Picture of the Metropolitan Cathedral of San Salvador in 2023
Picture of the Metropolitan Cathedral of San Salvador in 2023

Metropolitan Cathedral of San Salvador

Roman Catholic cathedrals in El SalvadorChurches in San SalvadorBasilica churches in Central AmericaRoman Catholic churches completed in 1999
4 min read

Three cathedrals have occupied this corner of Plaza Barrios, and each has been taken by a different force. An earthquake destroyed the first in 1873. Fire consumed the second on August 8, 1951, as a distraught crowd watched it burn. The third, completed in 1999, was designed to endure -- and it has had to, bearing the weight of El Salvador's most turbulent modern history. Inside lies the tomb of Archbishop Oscar Romero, assassinated in 1980 while celebrating Mass. Outside, the plaza has witnessed both massacre and celebration. Pope John Paul II called the cathedral "intimately allied with the joys and hopes of the Salvadoran people." He might have added the sorrows.

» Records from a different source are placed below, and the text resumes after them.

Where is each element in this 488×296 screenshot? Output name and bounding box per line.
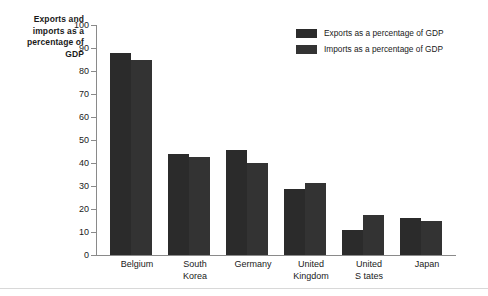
y-axis-tick-label: 30 bbox=[79, 181, 89, 191]
y-axis-tick bbox=[91, 140, 96, 141]
y-axis-tick bbox=[91, 48, 96, 49]
x-axis-category-label-line: S tates bbox=[324, 271, 414, 283]
bar-imports bbox=[305, 183, 326, 255]
bar-exports bbox=[226, 150, 247, 255]
bar-imports bbox=[247, 163, 268, 255]
y-axis-tick bbox=[91, 186, 96, 187]
y-axis-tick-label: 50 bbox=[79, 135, 89, 145]
legend-swatch bbox=[296, 29, 317, 38]
y-axis-tick-label: 40 bbox=[79, 158, 89, 168]
bar-group: SouthKorea bbox=[168, 25, 210, 255]
y-axis-tick bbox=[91, 94, 96, 95]
y-axis-tick bbox=[91, 25, 96, 26]
bar-exports bbox=[400, 218, 421, 255]
y-axis-tick-label: 80 bbox=[79, 66, 89, 76]
legend-item: Exports as a percentage of GDP bbox=[296, 28, 443, 38]
bar-exports bbox=[110, 53, 131, 255]
y-axis-tick-label: 100 bbox=[74, 20, 89, 30]
chart-legend: Exports as a percentage of GDPImports as… bbox=[296, 28, 443, 60]
bar-group: Germany bbox=[226, 25, 268, 255]
y-axis-tick-label: 10 bbox=[79, 227, 89, 237]
bar-exports bbox=[284, 189, 305, 255]
y-axis-title: Exports and imports as a percentage of G… bbox=[6, 14, 84, 60]
bar-imports bbox=[189, 157, 210, 255]
y-axis-tick-label: 60 bbox=[79, 112, 89, 122]
y-axis-tick bbox=[91, 71, 96, 72]
y-axis-tick bbox=[91, 163, 96, 164]
y-axis-line bbox=[96, 25, 97, 255]
y-axis-tick-label: 90 bbox=[79, 43, 89, 53]
bar-imports bbox=[363, 215, 384, 255]
y-axis-tick-label: 20 bbox=[79, 204, 89, 214]
x-axis-category-label-line: Japan bbox=[382, 259, 472, 271]
legend-item: Imports as a percentage of GDP bbox=[296, 44, 443, 54]
bar-chart-figure: Exports and imports as a percentage of G… bbox=[0, 0, 488, 296]
page-rule-bottom bbox=[0, 288, 488, 289]
x-axis-line bbox=[96, 255, 456, 256]
legend-label: Exports as a percentage of GDP bbox=[324, 28, 443, 38]
x-axis-category-label-line: Korea bbox=[150, 271, 240, 283]
x-axis-category-label: Japan bbox=[382, 259, 472, 271]
y-axis-tick-label: 0 bbox=[84, 250, 89, 260]
bar-group: Belgium bbox=[110, 25, 152, 255]
legend-swatch bbox=[296, 45, 317, 54]
y-axis-tick bbox=[91, 209, 96, 210]
y-axis-tick bbox=[91, 117, 96, 118]
bar-imports bbox=[421, 221, 442, 256]
legend-label: Imports as a percentage of GDP bbox=[324, 44, 443, 54]
y-axis-tick bbox=[91, 255, 96, 256]
y-axis-tick-label: 70 bbox=[79, 89, 89, 99]
y-axis-tick bbox=[91, 232, 96, 233]
bar-exports bbox=[168, 154, 189, 255]
bar-imports bbox=[131, 60, 152, 256]
bar-exports bbox=[342, 230, 363, 255]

Fire, Rubble, and Rebuilding

The cathedral site was sacred long before the current structure rose. The original Temple of Santo Domingo once stood here, on the northern side of the plaza named for the Salvadoran military hero Gerardo Barrios. The first cathedral, established in 1842, lasted three decades before an 1873 earthquake reduced it to rubble. Its wooden replacement, completed in 1888, served as the seat of San Salvador's archbishops for more than sixty years. Then on August 8, 1951, the Old San Salvador Cathedral caught fire and burned beyond saving. Construction of a new cathedral began but proceeded slowly, interrupted by decades of political upheaval and civil war. The building was finally completed and inaugurated on March 19, 1999, and Salvadoran artist Fernando Llort was commissioned to create a vibrant tiled ceramic mural for the facade -- 2,700 hand-crafted tiles in vivid color.

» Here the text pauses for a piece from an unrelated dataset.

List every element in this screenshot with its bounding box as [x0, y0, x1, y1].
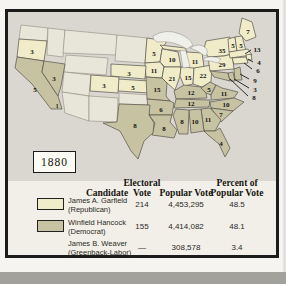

A Tomb, a Funeral, and 44 Lives

Oscar Romero was appointed Archbishop of San Salvador in 1977, expected by the country's elite to be a quiet, conservative voice. He became the opposite -- an outspoken defender of the poor who denounced government violence from the pulpit. On March 24, 1980, he was shot through the heart by a single bullet while celebrating Mass at a hospital chapel. His funeral, held at the Metropolitan Cathedral on Palm Sunday, March 30, drew tens of thousands of mourners. Then gunfire erupted. Whether the shooters were security forces has never been corroborated, but the panic that followed killed 44 people in the stampede. The gunmen were never identified. Romero's tomb became a pilgrimage site. Pope John Paul II knelt before it during visits in 1983 and 1996. U.S. President Barack Obama visited the tomb during his March 2011 trip to Latin America. Romero was beatified on May 23, 2015, in a ceremony held at the nearby Plaza Salvador del Mundo.

From Accords to Celebration

The same plaza that witnessed the horror of Romero's funeral became a site of joy twelve years later. In 1992, the signing of the Chapultepec Peace Accords ended the Salvadoran Civil War, a conflict that had torn the country apart for over a decade and claimed an estimated 75,000 lives. The square in front of the cathedral erupted in celebration. For the people of San Salvador, the cathedral had become something more than a church -- it was the physical anchor of the nation's collective memory, the place where grief and relief converged. The building's role as a gathering point for the country's most significant moments continued to shape its identity well into the 21st century.

The Mural That Disappeared

Fernando Llort's tiled facade had become one of San Salvador's most recognizable landmarks -- a burst of folk-art color framing a shrine to the Divine Saviour of the World, the patron of El Salvador. The shrine itself holds a sculpture by Friar Francisco Silvestre Garcia dating to 1777, while the main altar features an image of the Divine Saviour donated by Holy Roman Emperor Charles V in 1546. Eight large paintings of scenes from the life of Christ, by Andres Garcia Ibanez, surround the altar beneath a Churrigueresque cupola standing 148 feet high with a 79-foot radius. But in late December 2012, the Archbishop of San Salvador, Jose Luis Escobar Alas, ordered the removal of Llort's mural without consulting the national government or the artist. Workers chipped off and destroyed all 2,700 tiles. The decision provoked outrage across the country. The destruction of the mural became a national controversy -- a reminder that even in a cathedral built to endure, nothing is permanent in San Salvador.

From the Air

Located at 13.699N, 89.191W on the northern side of Plaza Barrios in San Salvador's historic center. The cathedral's Churrigueresque cupola (148 feet high) is a visible landmark from low altitude. The city sits in a seismically active valley below the San Salvador Volcano. Nearest major airport is El Salvador International (MSLP), approximately 40 km south. The dense urban grid of the historic center is identifiable by its plaza system and the cathedral's distinctive profile.